To be considered “highly qualified” under No Child Left Behind, a teacher must have:

    1. A bachelor's degree.
    2. Demonstrated knowledge, as defined by the state, in each core academic subject he or she teaches.
    3. Full state certification, as defined by the state.

            That’s it.
            About the first requirement, most parents and students would be surprised that it took a federal law to require that teachers demonstrate content knowledge. But left to their own devices, many states would or did issue “emergency certification” to teachers who did not have significant coursework in the field they were teaching.
            As for the second requirement, for the most part, a major or the equivalent of a major in the subject suffices. But if a teacher doesn’t have that, the No Child Left Behind law permits states to develop standards that teachers can meet short of having a major in the subject. For example, most states allow teachers to take a test to demonstrate subject matter competency. Veteran teachers also can demonstrate content knowledge through the state-defined HOUSSE standard, which stands for High, Objective, Uniform State Standard of Evaluation. Unfortunately, too many states have used this provision in the law to define away the problem of teachers teaching subjects in which they have never demonstrated competence. For example, some states have said that if a teacher has taught algebra, the teacher has demonstrated competence—even if that teacher never took a math class in a college or university math department. (For a fascinating look at this issue, see the National Council on Teacher Quality report, “Searching the Attic.”)

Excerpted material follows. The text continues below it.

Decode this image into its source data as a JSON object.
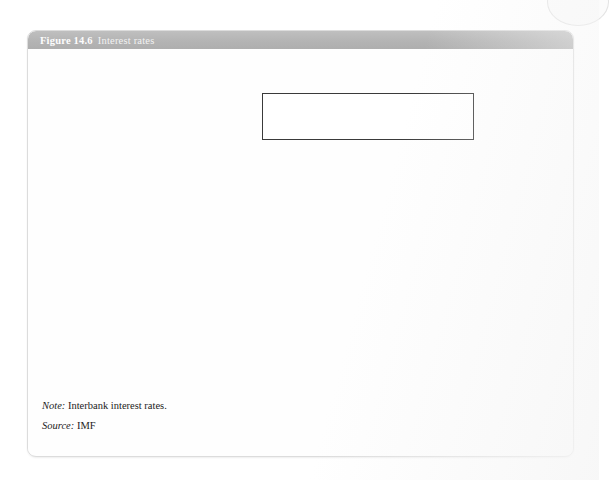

            The third requirement is the real kicker. Each state has its own requirements. In reference to the two articles cited above, California requires certificated teachers to have taken the education courses that Jefferds Huyck, the veteran teacher who held a Ph.D. in classics, didn’t want to take in order to continue teaching.
            It is more than disingenuous for California’s state superintendent to blame No Child Left Behind for the fact that his state requires teachers to jump through bureaucratic hoops to earn a teacher’s certificate. Indeed, the education reform law leaves decisions about what should and should not be required for a license or certificate entirely within states’ discretion. The law explicitly acknowledges that a state may choose to not apply licensing and certification requirements to teachers in charter schools.
            Huyck taught in a charter school. As long as he was teaching classes in his field, Huyck—with his doctorate in classics—would have met the legal provisions of No Child Left Behind.
            No fair blaming No Child Left Behind for cumbersome state certification rules.